Goals

Although NOAA and other resource managers have made significant progress in marine mammal assessments, reducing the uncertainty about the cumulative effects from multiple stressors will improve their science-based decision-making process.

For example, common bottlenose dolphins in coastal waters near Houston, TX are exposed to multiple chemical contaminants, as well as stress from other natural (e.g., freshwater inundation from Hurricane Harvey) and anthropogenic (e.g., vessel traffic and construction noise) events.

This workshop will establish a multi-disciplinary working group of technical subject matter experts, regional stakeholders, and resource managers to build a framework that will help decision makers evaluate the relative impacts of:

1) individual stressors

2) their cumulative effects on dolphins at both the individual- and population-level.

We will focus on the Houston area as a prototype application, but consider expanding to other areas and challenges as we build the framework.

We will construct our framework following recommendations from the report of a National Academies panel on Approaches to Understanding the Cumulative Effects of Stressors on Marine Mammals.
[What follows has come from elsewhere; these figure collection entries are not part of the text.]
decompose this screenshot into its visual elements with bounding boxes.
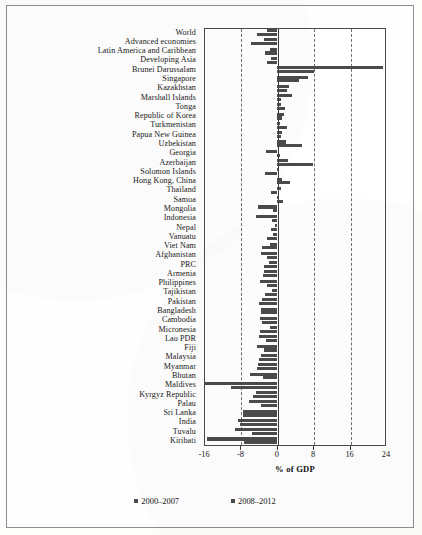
bar-series-1 xyxy=(264,270,277,273)
bar-series-2 xyxy=(267,284,277,287)
category-label: Advanced economies xyxy=(14,37,200,46)
bar-row xyxy=(204,269,386,278)
bar-series-1 xyxy=(277,66,383,69)
bar-series-2 xyxy=(243,413,277,416)
x-tick-label: -16 xyxy=(198,450,209,459)
bar-series-1 xyxy=(257,345,277,348)
category-label: Philippines xyxy=(14,279,200,288)
bar-series-1 xyxy=(250,373,277,376)
bar-series-1 xyxy=(256,215,276,218)
category-label: Nepal xyxy=(14,223,200,232)
bar-row xyxy=(204,47,386,56)
bar-row xyxy=(204,121,386,130)
bar-row xyxy=(204,297,386,306)
bar-row xyxy=(204,334,386,343)
bar-series-2 xyxy=(277,126,287,129)
bar-series-1 xyxy=(256,391,277,394)
bar-series-1 xyxy=(277,94,292,97)
bar-series-1 xyxy=(269,261,277,264)
bar-row xyxy=(204,279,386,288)
bar-series-2 xyxy=(277,154,280,157)
bar-series-1 xyxy=(277,159,288,162)
category-label: Latin America and Caribbean xyxy=(14,47,200,56)
category-label: Myanmar xyxy=(14,362,200,371)
legend-item-series-2: 2008–2012 xyxy=(231,497,276,506)
bar-series-2 xyxy=(257,33,277,36)
bar-row xyxy=(204,399,386,408)
legend-swatch-icon xyxy=(134,499,138,503)
category-label: Tuvalu xyxy=(14,427,200,436)
bar-row xyxy=(204,251,386,260)
category-label: Brunei Darussalam xyxy=(14,65,200,74)
bar-series-1 xyxy=(277,85,289,88)
category-label: Bhutan xyxy=(14,371,200,380)
bar-series-1 xyxy=(261,252,277,255)
category-label: Singapore xyxy=(14,74,200,83)
category-label: Kiribati xyxy=(14,436,200,445)
bar-series-1 xyxy=(277,103,281,106)
category-label: Armenia xyxy=(14,269,200,278)
bar-series-1 xyxy=(272,289,277,292)
bar-series-2 xyxy=(265,172,276,175)
bar-series-1 xyxy=(262,298,277,301)
bar-row xyxy=(204,84,386,93)
bar-series-2 xyxy=(267,61,277,64)
bar-row xyxy=(204,167,386,176)
bar-series-2 xyxy=(231,386,277,389)
bar-row xyxy=(204,260,386,269)
x-axis-title: % of GDP xyxy=(204,464,386,474)
bar-series-1 xyxy=(260,317,277,320)
bar-series-2 xyxy=(277,144,302,147)
bar-series-2 xyxy=(253,395,277,398)
bar-row xyxy=(204,325,386,334)
bar-series-1 xyxy=(275,224,277,227)
bar-series-2 xyxy=(259,302,277,305)
bar-row xyxy=(204,177,386,186)
bar-row xyxy=(204,204,386,213)
legend-label: 2000–2007 xyxy=(141,497,179,506)
bar-row xyxy=(204,130,386,139)
category-label: Hong Kong, China xyxy=(14,177,200,186)
bar-row xyxy=(204,214,386,223)
bar-row xyxy=(204,362,386,371)
bar-row xyxy=(204,353,386,362)
bar-row xyxy=(204,316,386,325)
bar-series-2 xyxy=(265,293,277,296)
bar-row xyxy=(204,186,386,195)
chart-legend: 2000–2007 2008–2012 xyxy=(14,497,396,506)
category-label: Republic of Korea xyxy=(14,112,200,121)
bar-row xyxy=(204,158,386,167)
bar-series-1 xyxy=(277,168,279,171)
bars-layer xyxy=(204,28,386,446)
bar-series-1 xyxy=(204,382,277,385)
bar-row xyxy=(204,418,386,427)
bar-row xyxy=(204,37,386,46)
bar-row xyxy=(204,436,386,445)
bar-series-1 xyxy=(270,326,277,329)
x-axis: -16-8081624 xyxy=(204,446,386,464)
category-label: Cambodia xyxy=(14,316,200,325)
bar-row xyxy=(204,102,386,111)
bar-series-2 xyxy=(261,311,277,314)
category-label: India xyxy=(14,418,200,427)
bar-series-1 xyxy=(235,428,277,431)
category-label: Georgia xyxy=(14,149,200,158)
bar-row xyxy=(204,56,386,65)
bar-row xyxy=(204,195,386,204)
bar-series-1 xyxy=(249,400,277,403)
x-tick-label: 16 xyxy=(345,450,353,459)
bar-series-1 xyxy=(267,29,277,32)
bar-series-2 xyxy=(259,358,277,361)
bar-series-1 xyxy=(277,76,308,79)
legend-label: 2008–2012 xyxy=(238,497,276,506)
bar-series-2 xyxy=(240,423,276,426)
bar-series-2 xyxy=(265,51,277,54)
bar-series-2 xyxy=(262,246,277,249)
bar-series-2 xyxy=(263,274,277,277)
bar-series-1 xyxy=(258,363,277,366)
x-tick-label: 24 xyxy=(382,450,390,459)
category-label: Samoa xyxy=(14,195,200,204)
bar-series-2 xyxy=(277,70,314,73)
bar-series-2 xyxy=(277,181,290,184)
bar-series-2 xyxy=(261,404,277,407)
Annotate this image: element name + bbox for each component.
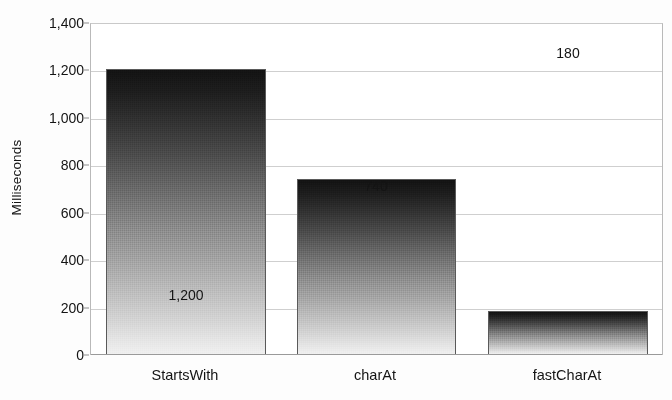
y-tick-label: 1,000	[24, 110, 84, 126]
y-tick-mark	[84, 23, 89, 24]
y-tick-label: 400	[24, 252, 84, 268]
bar-value-label: 740	[364, 178, 387, 194]
y-tick-label: 600	[24, 205, 84, 221]
y-tick-mark	[84, 260, 89, 261]
y-tick-label: 1,200	[24, 62, 84, 78]
bar-value-label: 1,200	[168, 287, 203, 303]
y-tick-label: 200	[24, 300, 84, 316]
bar-charat	[297, 179, 456, 355]
y-tick-label: 800	[24, 157, 84, 173]
y-axis-tick-labels: 0 200 400 600 800 1,000 1,200 1,400	[22, 0, 84, 400]
y-tick-mark	[84, 212, 89, 213]
x-axis-label-startswith: StartsWith	[152, 367, 219, 383]
bar-fastcharat	[488, 311, 648, 354]
y-tick-mark	[84, 307, 89, 308]
y-tick-mark	[84, 70, 89, 71]
y-tick-mark	[84, 165, 89, 166]
bar-value-label: 180	[556, 45, 579, 61]
plot-area: 1,200 740 180	[90, 23, 663, 355]
bar-chart: Milliseconds 0 200 400 600 800 1,000 1,2…	[0, 0, 672, 400]
axis-baseline	[91, 354, 662, 355]
y-tick-mark	[84, 355, 89, 356]
y-tick-label: 1,400	[24, 15, 84, 31]
x-axis-label-charat: charAt	[354, 367, 396, 383]
y-tick-mark	[84, 117, 89, 118]
x-axis-label-fastcharat: fastCharAt	[533, 367, 602, 383]
bar-startswith	[106, 69, 266, 354]
y-tick-label: 0	[24, 347, 84, 363]
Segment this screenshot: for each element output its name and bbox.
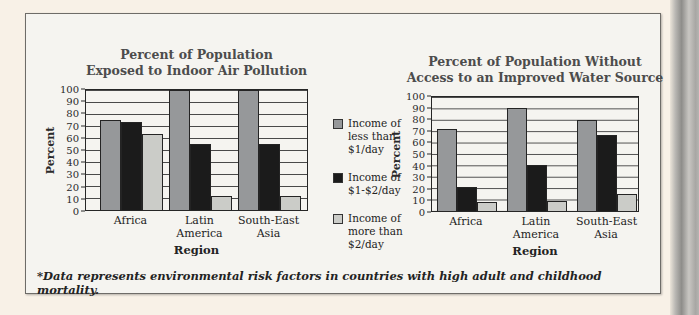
page-edge-strip — [670, 0, 699, 315]
y-tick: 90 — [412, 102, 431, 113]
x-category-label: LatinAmerica — [506, 215, 566, 241]
y-tick-label: 10 — [412, 195, 425, 206]
y-tick: 40 — [412, 160, 431, 171]
y-tick: 90 — [66, 96, 85, 107]
x-axis-labels: AfricaLatinAmericaSouth-EastAsia — [431, 215, 639, 241]
x-category-label-line: America — [506, 228, 566, 241]
y-tick-label: 80 — [66, 108, 79, 119]
plot-area — [431, 96, 639, 212]
page: { "figure": { "footnote": "*Data represe… — [0, 0, 699, 315]
chart-indoor-air-pollution: Percent of Population Exposed to Indoor … — [43, 47, 308, 257]
legend-swatch-icon — [333, 173, 343, 183]
y-tick: 0 — [419, 207, 431, 218]
y-tick-label: 20 — [66, 181, 79, 192]
chart-title-line-1: Percent of Population Without — [386, 54, 684, 70]
x-category-label: South-EastAsia — [576, 215, 636, 241]
x-category-label-line: South-East — [237, 214, 300, 227]
y-tick: 100 — [60, 84, 85, 95]
chart-title: Percent of Population Exposed to Indoor … — [40, 47, 353, 79]
y-tick-label: 100 — [60, 84, 79, 95]
x-category-label-line: Asia — [576, 228, 636, 241]
figure-box: Percent of Population Exposed to Indoor … — [25, 13, 661, 294]
y-tick-label: 50 — [412, 149, 425, 160]
bar — [238, 90, 259, 210]
y-axis-title-text: Percent — [45, 126, 58, 174]
y-tick: 50 — [66, 145, 85, 156]
x-axis-title: Region — [431, 244, 639, 258]
bar — [280, 196, 301, 210]
x-category-label-line: Africa — [99, 214, 162, 227]
y-tick: 40 — [66, 157, 85, 168]
bar — [527, 165, 547, 211]
y-tick: 80 — [412, 114, 431, 125]
y-tick-label: 10 — [66, 193, 79, 204]
bar — [437, 129, 457, 211]
y-tick: 10 — [66, 193, 85, 204]
chart-improved-water-source: Percent of Population Without Access to … — [389, 54, 639, 258]
x-category-label-line: Latin — [168, 214, 231, 227]
y-tick: 20 — [66, 181, 85, 192]
y-tick: 30 — [412, 172, 431, 183]
y-tick: 30 — [66, 169, 85, 180]
y-tick: 70 — [412, 125, 431, 136]
y-tick-label: 60 — [412, 137, 425, 148]
bar — [190, 144, 211, 210]
x-category-label-line: Latin — [506, 215, 566, 228]
x-category-label: South-EastAsia — [237, 214, 300, 240]
bar — [169, 90, 190, 210]
bar-group — [577, 97, 637, 211]
y-tick: 0 — [73, 206, 85, 217]
y-tick-label: 80 — [412, 114, 425, 125]
y-tick-label: 0 — [73, 206, 79, 217]
bar — [577, 120, 597, 211]
chart-title-line-2: Exposed to Indoor Air Pollution — [40, 63, 353, 79]
bar-group — [507, 97, 567, 211]
x-category-label-line: America — [168, 227, 231, 240]
y-tick-label: 70 — [66, 120, 79, 131]
y-axis-ticks: 1009080706050403020100 — [405, 96, 431, 212]
plot-area — [85, 89, 308, 211]
y-tick: 80 — [66, 108, 85, 119]
x-category-label: LatinAmerica — [168, 214, 231, 240]
y-tick-label: 0 — [419, 207, 425, 218]
x-category-label: Africa — [436, 215, 496, 241]
x-category-label-line: South-East — [576, 215, 636, 228]
y-tick: 70 — [66, 120, 85, 131]
y-tick-label: 90 — [66, 96, 79, 107]
y-tick-label: 100 — [406, 91, 425, 102]
y-axis-title: Percent — [389, 96, 405, 212]
y-axis-title: Percent — [43, 89, 59, 211]
x-category-label-line: Asia — [237, 227, 300, 240]
bar — [259, 144, 280, 210]
y-tick: 60 — [412, 137, 431, 148]
x-axis-title: Region — [85, 243, 308, 257]
bar — [100, 120, 121, 210]
x-category-label-line: Africa — [436, 215, 496, 228]
y-tick-label: 50 — [66, 145, 79, 156]
chart-title-line-1: Percent of Population — [40, 47, 353, 63]
y-tick: 60 — [66, 132, 85, 143]
bar — [457, 187, 477, 211]
y-tick: 20 — [412, 183, 431, 194]
x-axis-labels: AfricaLatinAmericaSouth-EastAsia — [85, 214, 308, 240]
y-tick-label: 90 — [412, 102, 425, 113]
y-tick-label: 30 — [66, 169, 79, 180]
bar — [142, 134, 163, 210]
footnote: *Data represents environmental risk fact… — [37, 269, 660, 297]
bar — [507, 108, 527, 211]
bar — [597, 135, 617, 211]
y-tick-label: 30 — [412, 172, 425, 183]
bar — [617, 194, 637, 211]
bar-group — [437, 97, 497, 211]
y-axis-title-text: Percent — [391, 130, 404, 178]
y-tick-label: 70 — [412, 125, 425, 136]
bar — [547, 201, 567, 211]
bar-group — [100, 90, 163, 210]
y-tick: 50 — [412, 149, 431, 160]
bar-group — [169, 90, 232, 210]
bar — [477, 202, 497, 211]
bar — [121, 122, 142, 210]
y-tick-label: 20 — [412, 183, 425, 194]
y-tick: 10 — [412, 195, 431, 206]
bar — [211, 196, 232, 210]
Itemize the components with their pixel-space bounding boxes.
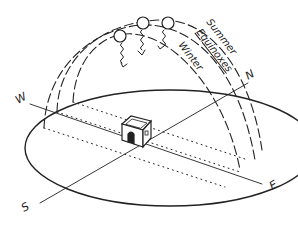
compass-south-label: S bbox=[19, 200, 32, 215]
house-icon bbox=[122, 116, 151, 147]
equinox-sun-ray-icon bbox=[138, 30, 145, 55]
winter-sun-icon bbox=[114, 30, 126, 42]
summer-ground-projection bbox=[73, 102, 248, 160]
equinox-sun-icon bbox=[137, 17, 149, 29]
summer-sun-ray-icon bbox=[158, 30, 166, 49]
compass-north-label: N bbox=[243, 67, 257, 82]
winter-sun-ray-icon bbox=[121, 43, 128, 67]
sun-path-diagram: Summer Equinoxes Winter N S E W bbox=[0, 0, 298, 225]
compass-west-label: W bbox=[13, 89, 30, 106]
ground-horizon-ellipse bbox=[25, 90, 298, 206]
summer-sun-icon bbox=[162, 17, 174, 29]
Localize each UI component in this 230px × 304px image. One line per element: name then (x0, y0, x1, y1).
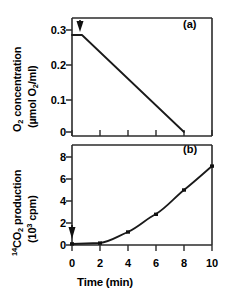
plot-vector-layer (0, 0, 230, 304)
panel-a-data-line (72, 35, 184, 132)
panel-b-frame (72, 145, 212, 245)
panel-b-data-line (72, 166, 212, 244)
panel-a-addition-arrow-icon (77, 20, 84, 32)
panel-a-y-ticks (66, 30, 72, 132)
panel-a-x-ticks (72, 130, 212, 136)
figure-panel-group: O2 concentration (µmol O2/ml) 0.3 0.2 0.… (0, 0, 230, 304)
panel-b-data-points (70, 164, 214, 245)
panel-b-x-ticks (72, 245, 212, 251)
panel-a-frame (72, 18, 212, 136)
panel-b-addition-arrow-icon (69, 225, 76, 239)
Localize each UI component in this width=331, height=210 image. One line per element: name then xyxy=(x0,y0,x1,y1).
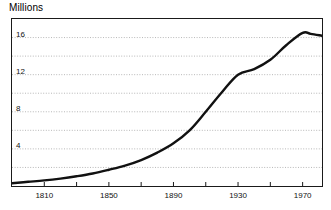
plot-svg xyxy=(12,19,322,186)
x-axis-tick-label: 1850 xyxy=(100,191,118,200)
x-axis-tick-label: 1810 xyxy=(35,191,53,200)
data-line xyxy=(12,32,322,183)
x-axis-ticks xyxy=(44,182,302,186)
y-axis-tick-label: 4 xyxy=(16,140,20,149)
plot-area xyxy=(11,18,323,187)
x-axis-tick-label: 1890 xyxy=(165,191,183,200)
x-axis-tick-label: 1970 xyxy=(294,191,312,200)
data-series-group xyxy=(12,32,322,183)
y-axis-tick-label: 8 xyxy=(16,103,20,112)
population-line-chart: Millions 481216 18101850189019301970 xyxy=(0,0,331,210)
y-axis-unit-label: Millions xyxy=(9,2,43,13)
x-axis-tick-label: 1930 xyxy=(229,191,247,200)
y-axis-tick-label: 12 xyxy=(16,66,25,75)
y-axis-tick-label: 16 xyxy=(16,29,25,38)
For example, we will assess how stressors may or may not interact using the decision tree below (source) or whether modifications to the tree need to be made to address NRDA and other decisions by resource managers.

In addition to a multi-day workshop spent designing a project plan using existing data, the group could serve as an ongoing source for marine mammal resource managers in tailoring the model to future rapid or long-term decision-making throughout the Gulf of Mexico and US waters.